Data for processing.

● ● ●

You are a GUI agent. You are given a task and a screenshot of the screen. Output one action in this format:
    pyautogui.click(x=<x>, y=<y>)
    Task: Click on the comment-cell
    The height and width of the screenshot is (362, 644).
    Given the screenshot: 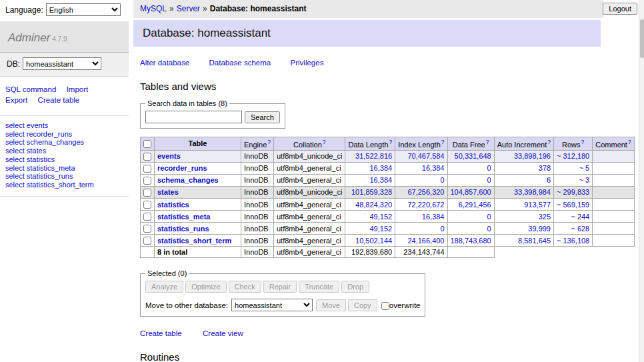 What is the action you would take?
    pyautogui.click(x=613, y=205)
    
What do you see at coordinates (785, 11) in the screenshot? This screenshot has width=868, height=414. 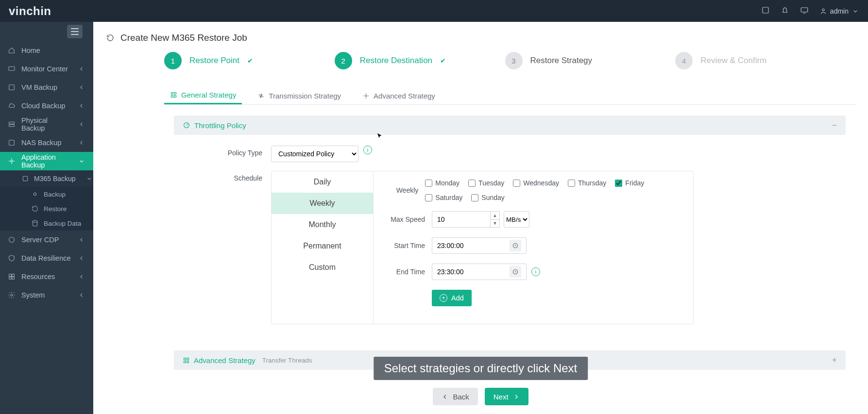 I see `bell-icon` at bounding box center [785, 11].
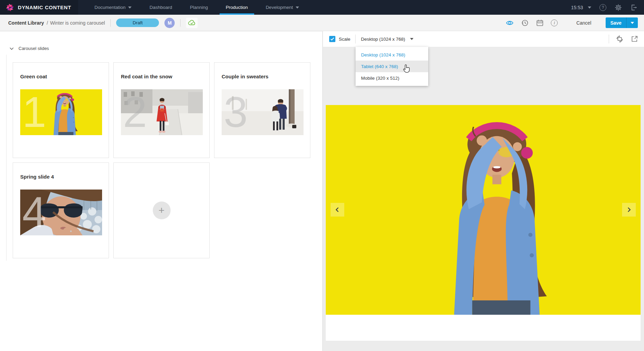  What do you see at coordinates (540, 23) in the screenshot?
I see `calendar-icon` at bounding box center [540, 23].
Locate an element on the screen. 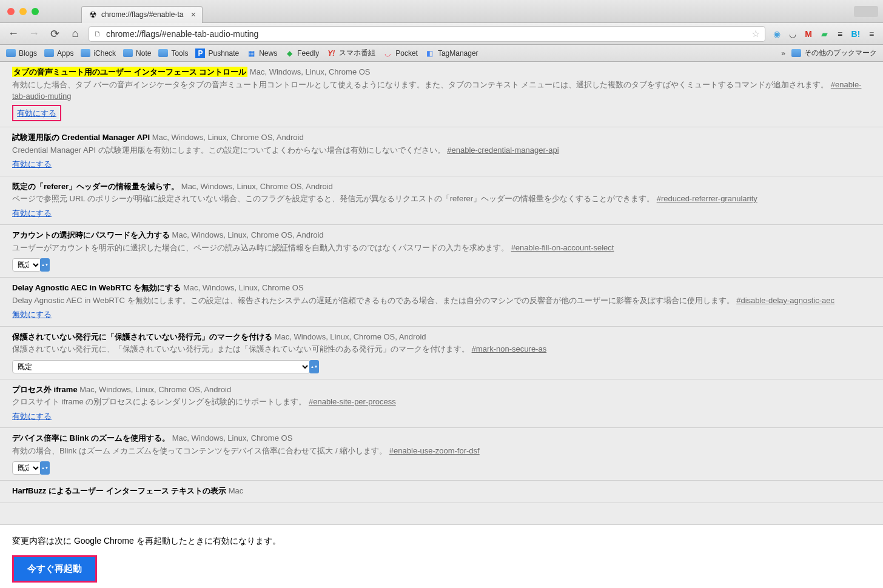 Image resolution: width=883 pixels, height=588 pixels. flag-description: 保護されていない発行元に、「保護されていない発行元」または「保護されていない可能… is located at coordinates (441, 349).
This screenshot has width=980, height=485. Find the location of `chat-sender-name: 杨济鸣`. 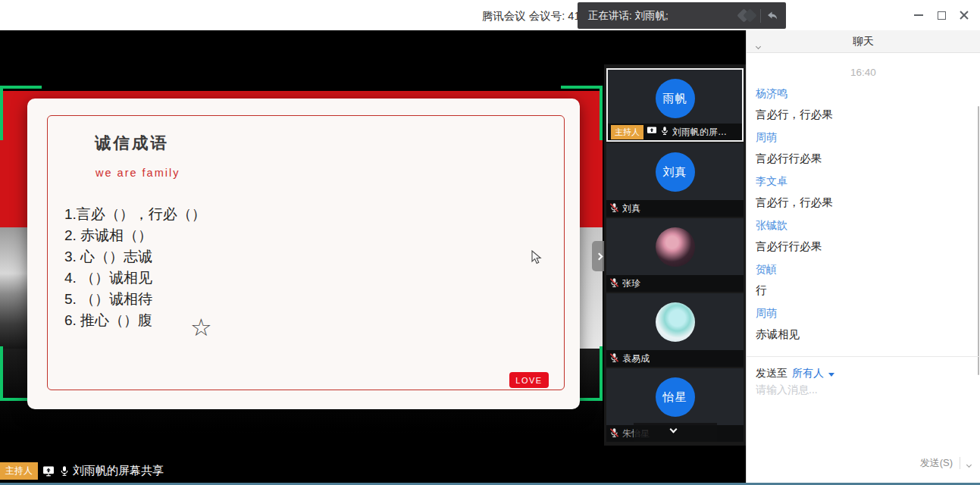

chat-sender-name: 杨济鸣 is located at coordinates (863, 94).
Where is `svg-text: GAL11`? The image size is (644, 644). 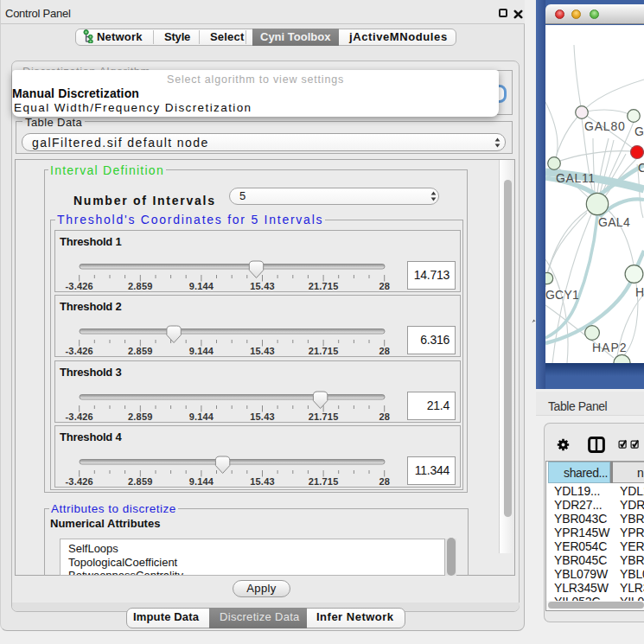 svg-text: GAL11 is located at coordinates (576, 178).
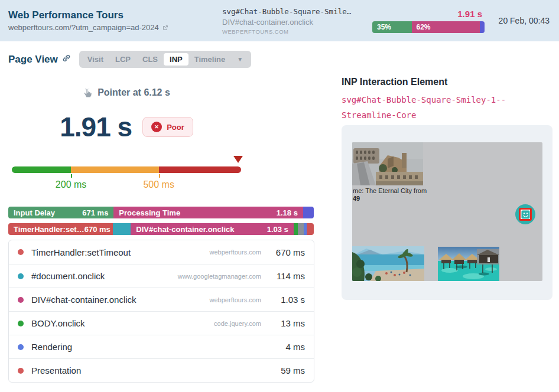 The width and height of the screenshot is (559, 392). I want to click on chat-bubble-smiley-icon, so click(525, 214).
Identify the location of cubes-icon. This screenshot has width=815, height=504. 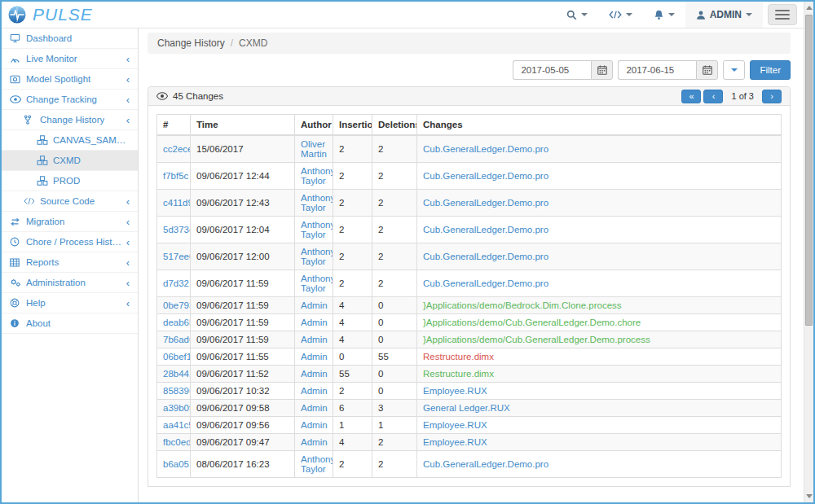
(42, 140).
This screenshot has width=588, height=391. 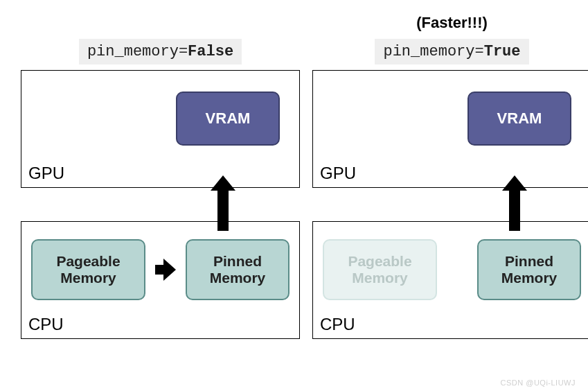 What do you see at coordinates (161, 129) in the screenshot?
I see `left-gpu-box: VRAM GPU` at bounding box center [161, 129].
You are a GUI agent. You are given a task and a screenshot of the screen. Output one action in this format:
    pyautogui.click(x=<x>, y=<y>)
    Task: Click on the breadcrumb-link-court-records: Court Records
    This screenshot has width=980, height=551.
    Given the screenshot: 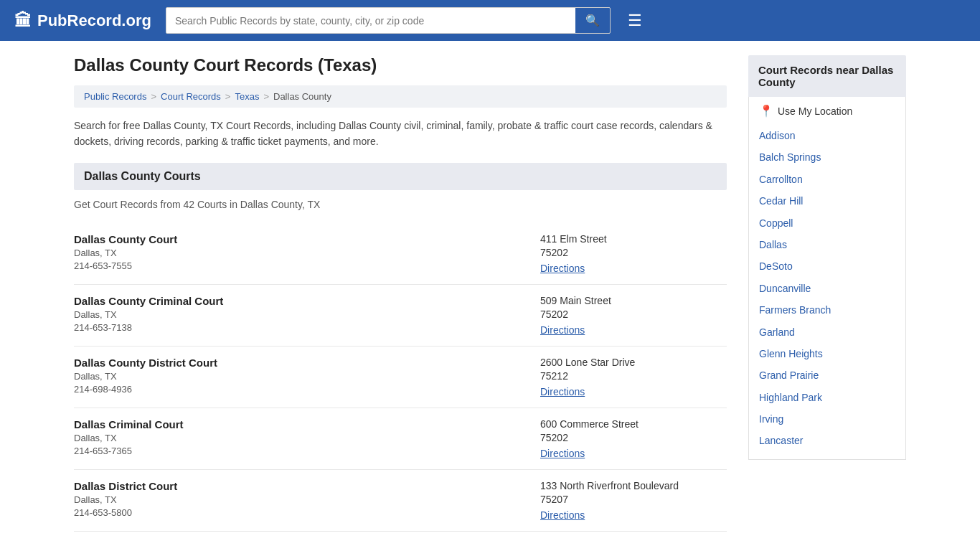 What is the action you would take?
    pyautogui.click(x=191, y=96)
    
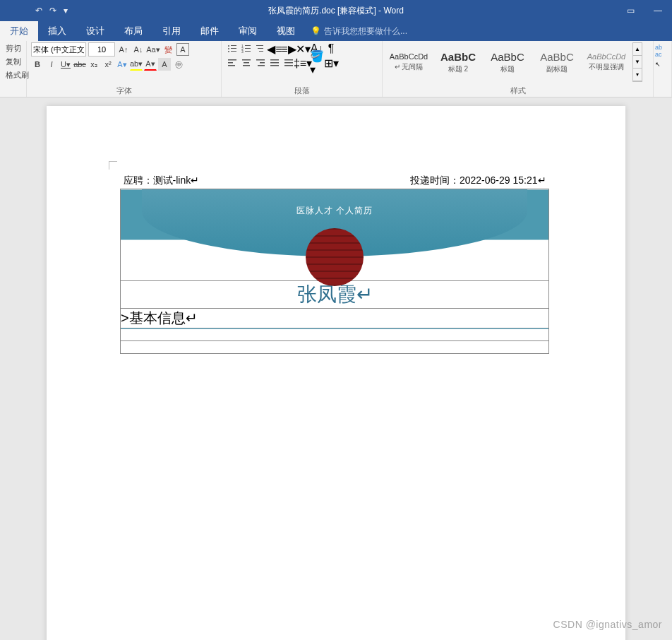 This screenshot has height=640, width=672. Describe the element at coordinates (662, 64) in the screenshot. I see `select-icon: ↖` at that location.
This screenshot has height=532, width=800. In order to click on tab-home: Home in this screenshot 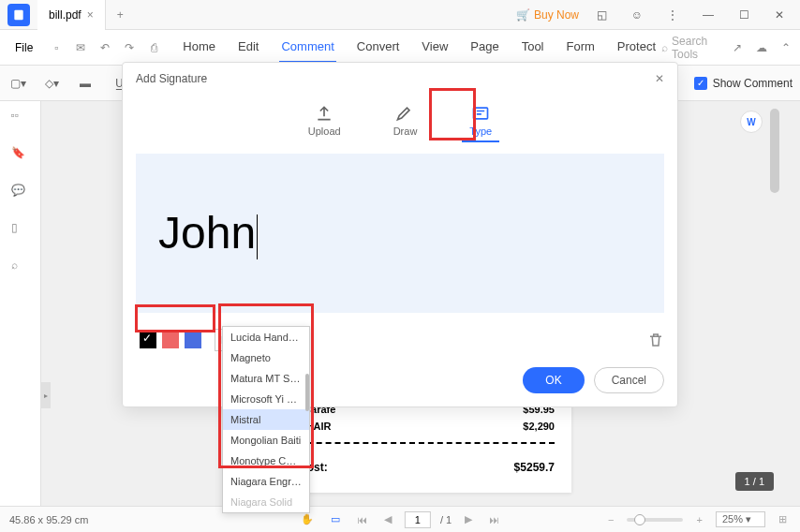, I will do `click(199, 47)`.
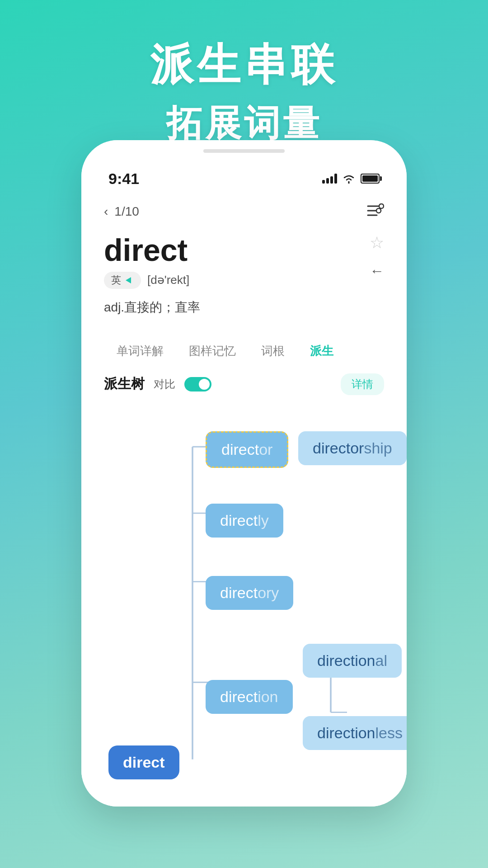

● ● ●

Your assignment.
Reproduce only the lines from the top of the material through the one bearing "The height and", each exactly as it stands.

Exercise solution.
You are a GUI agent. You are given a task and a screenshot of the screen. Output one action in this format:
    pyautogui.click(x=<x>, y=<y>)
    Task: Click on the comment-cell
    The height and width of the screenshot is (362, 644).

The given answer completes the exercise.